Motorola needed a holistic process that knows design isn’t limited to a form with buttons on. A design process that encompasses the whole customer experience. The culture clearly wasn’t there at Motorola. They didn’t understand their customers well enough. You need a good product but you need to consider why people might like it. You need to design everything people experience about your company, anything that leads them to form opinions about you.

“Marketing considerations are important. Designers want to satisfy people’s needs. Marketing wants to ensure that people actually buy and use the product. These are two different sets of requirements: design must satisfy both. It doesn’t matter how great the design is if people don’t buy it. And it doesn’t matter how many people buy something if they are going to dislike it when they start using it. Designers will be more effective as they learn more about sales and marketing, and the financial parts of the business” — Donald Norman

Those companies that filled the market Motrola had a brief hold over knew their customers better. BlackBerry certainly knew its clientele and was hugely succesful for it, with a number of great products. But even they didn’t quite manage to keep up and seemed to for a while thing that the many buttoned keyboards they’re known for were why they were loved.

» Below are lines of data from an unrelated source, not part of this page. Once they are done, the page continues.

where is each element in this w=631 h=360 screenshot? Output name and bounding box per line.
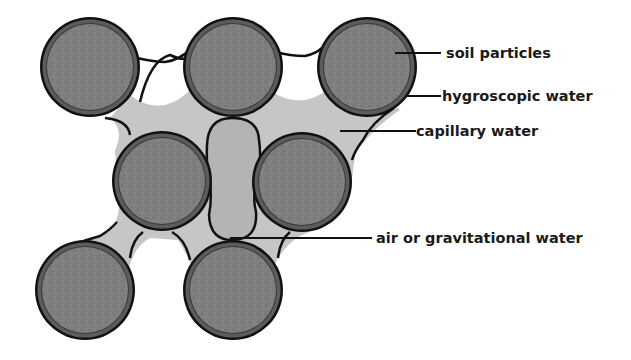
label-capillary-water: capillary water [416, 123, 539, 139]
soil-particle-7 [183, 240, 283, 340]
soil-particle-1 [40, 17, 140, 117]
label-air-gravitational-water: air or gravitational water [376, 230, 584, 246]
soil-particle-6 [35, 240, 135, 340]
soil-particle-4 [112, 131, 212, 231]
label-hygroscopic-water: hygroscopic water [442, 88, 593, 104]
soil-particle-2 [183, 17, 283, 117]
soil-particle-3 [317, 17, 417, 117]
label-soil-particles: soil particles [446, 45, 551, 61]
soil-particle-5 [252, 132, 352, 232]
soil-water-diagram: soil particles hygroscopic water capilla… [0, 0, 631, 360]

And Apple are of course a fabulous example of that all-encompasing design process. Design is at the core of their company and everything, from the packaging to the retail stores to the customer support service has been intensely designed. Design is more than just a product. Great products embody ideas that people can emotionally engage with, ideas that go deeper than a 7mm thick of phone.

This blog is for of ‘Design and Technology’, a course at the Glasgow School of Art. It is part of a series exploring what good design has to offer business. Any discussion is welcome and encouraged!